Stories of the Year, No. 3: MLS without Landon Donovan?

Stories of the Year: Landon Donovan

As the Best of 2012 series continues on MLSsoccer.com, we're counting down the 12 most important stories of the year in Major League Soccer. We'll take a look at one story per day from Dec. 19 until Dec. 30, when we unveil what our panel of 20 editors, writers, videographers and statistics specialists voted as the Story of the Year in MLS in 2012.


LA Galaxy beat writer Scott French brings the countdown to No. 3: a long and emotional year for Landon Donovan. The Galaxy captain and US national team stalwart hinted at retirement not once but twice in 2012, leaving MLS and USMNT fans to wonder what 2013 will bring if Donovan has departed.


Landon Donovan's long, difficult 2012 actually began on a high. Another stirring and superb loan stint with Everton, more proof he could cut it with the best in England and, as people expected, a busy and productive offseason that would only pay dividends for both the LA Galaxy and the US national team.


But Donovan returned home with the flu, lost strength and fitness, and suddenly struggled to find himself during LA's horrid opening months while battling a quadriceps strain. He put together a brilliant stretch as they started to turn things around and then limped to the finish after suffering a hamstring strain — and apparently tweaking a knee ailment — in the US national team's mid-August victory over Mexico at Estadio Azteca.


It was a trying campaign that ended splendidly, with another MLS Cup title, but left Donovan needing an extended break and, perhaps, prepared to walk away. And for the first time in a very long time, MLS attempted to prepare for the reality of life without Landon.


The 30-year-old mainstay acknowledged during the summer that retirement was an option, and he made it clear again as the Galaxy prepared for the Dec. 1 title game that it was possible he was done.


“I'm going to take as much time as I need and decide if and when I'm ready to come back,” Donovan told the Los Angeles Times in late November. “I can't put a time frame on that. If it takes two weeks and I'm ready to go again or two months or a year or two years. Or never. I don't know.”


Donovan, who has always proven to be one of the more well-rounded soccer stars, always has sought a balance between his life on and off the field, but nearly two years of constant action — for LA, Everton and the US national team — interspersed with injury and growing fatigue began sapping his desire.


The signs were there in May, after he arrived at the national team's Florida camp before the start of the World Cup qualifying campaign. He told ESPN that “all players reach a point in their career where it's natural to lose some of that hunger, that desire,” that “there's a natural point where it's not as fun anymore” and that “probably sooner rather than later I'll be pretty burned out.”


He reiterated that in October, noting that “your body's going to tell you it's time to take a break, and that's what my body is telling me this year, there's no question.”


After a fine second half in the 3-1 victory over Houston in the MLS Cup final, in which he netted the winning goal with a 65th-minute penalty kick, he was asked if what he felt was, indeed, burnout.


“I guess you could describe it that way, yeah,” he replied. “It's just been a long two years. For all of us. It's not a ‘woe-is-me’ story, but I have to listen to my heart and my gut, and right now my gut says to get away for a while.”


How long that will be, only Donovan knows. And perhaps he doesn't know. And maybe he'll never be back.


But that would surprise Bruce Arena, one of the men who knows Donovan best.


“I probably would be [surprised],” the Galaxy's head coach and general manager said after the game. “We will be fully supportive of whatever Landon wants to do. I think he still has so much to offer the game as a player. I think, hopefully, with a little bit of rest, he'll be ready to get back at some point, but we're going to support Landon anyway we can.”


MY MOMENT OF THE YEAR
by Alexi Lalas

Chris Wondolowski ties the record

In a league that's relatively young, we sometimes lose sight of the fact that there's still a rich and important history to MLS. Many thought Roy Lassiter's record would stand for many more years because of the improved defenses and continued parity that makes it so difficult to score huge amounts of goals in MLS. That's one of the reasons why Chris Wondolowski's achievement was so special.


Throughout the year he showed a consistency in the face of immense pressure and scrutiny, and he delivered time after time. He also did it with a grace and humility that seems unique in modern sports.


Lassiter was there on October 27 to see Wondolowski bury a penalty and tie his record. The past honoring the present. And while it was a moment about Chris Wondolowski, but it was also a moment about the history of MLS, a history that Lassiter, Wondolowski and so many other have helped to write over the last 17 years.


▶ [WORK REQUEST] Write out exactly the lines from the one containing "Search the screen for 'tree'." to the end of the material, both ends included, and nothing else. Leave pictures out.
BEGIN RECORDED DATA
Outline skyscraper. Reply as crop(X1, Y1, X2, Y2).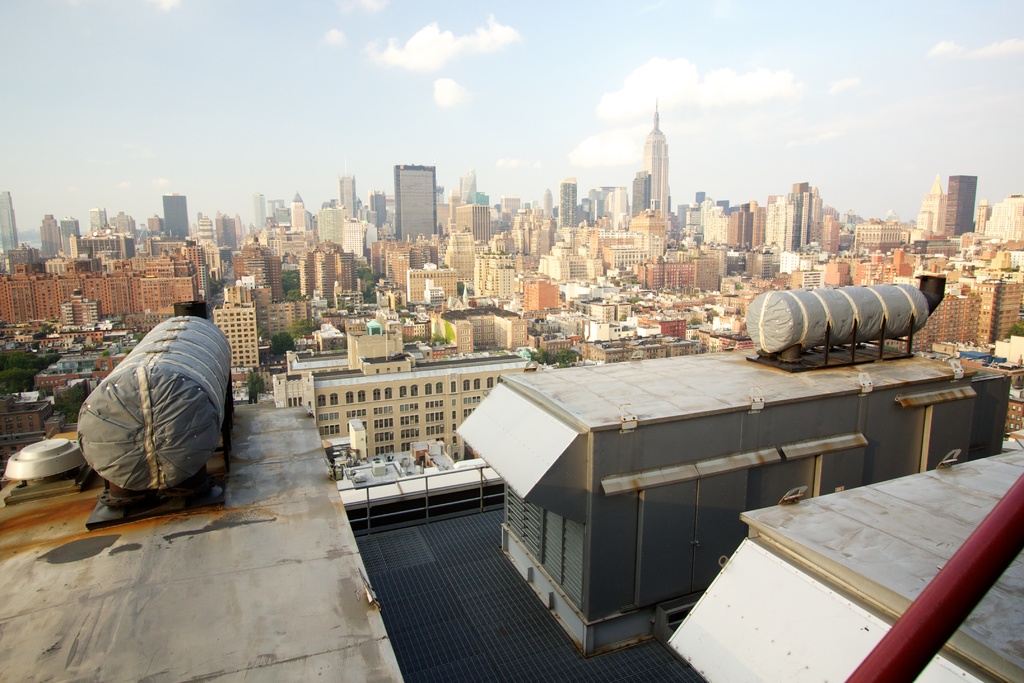
crop(454, 162, 477, 206).
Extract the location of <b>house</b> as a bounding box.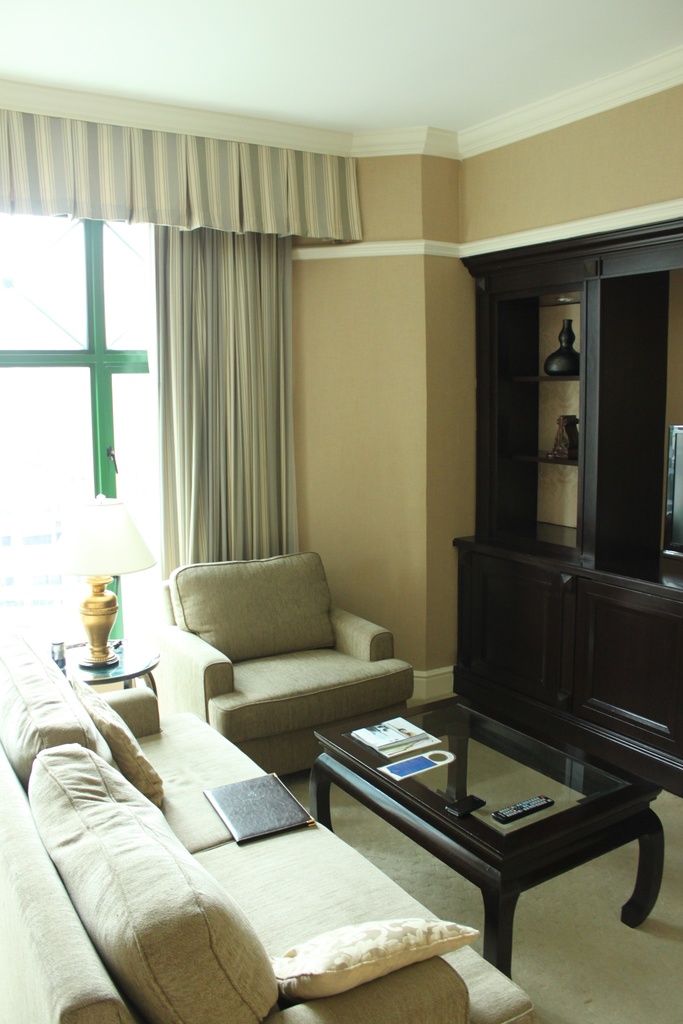
0,0,682,1023.
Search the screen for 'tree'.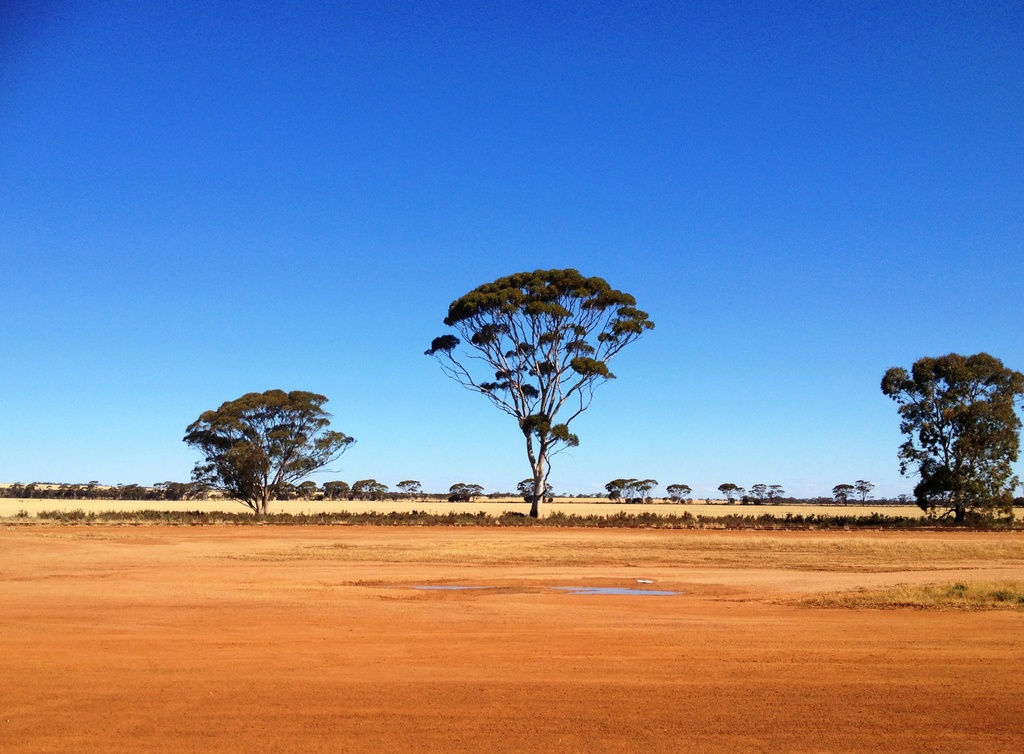
Found at select_region(847, 474, 880, 504).
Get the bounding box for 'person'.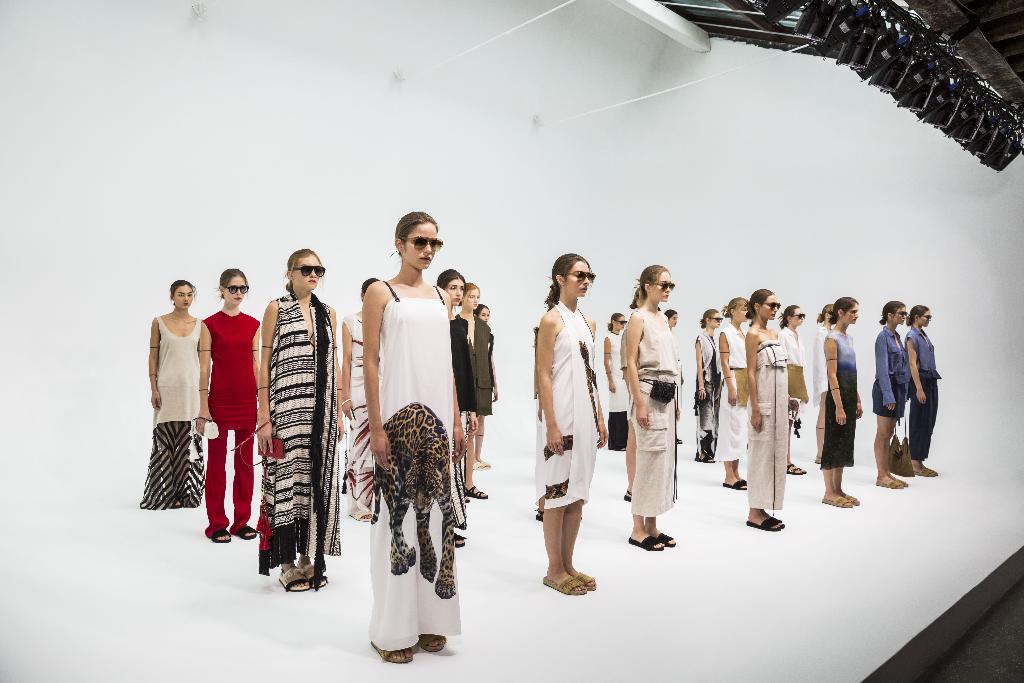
END RECORDED DATA
▶ [WRITTEN SOLUTION]
Search the screen for 'tree'.
Found at select_region(847, 474, 880, 504).
Get the bounding box for 'person'.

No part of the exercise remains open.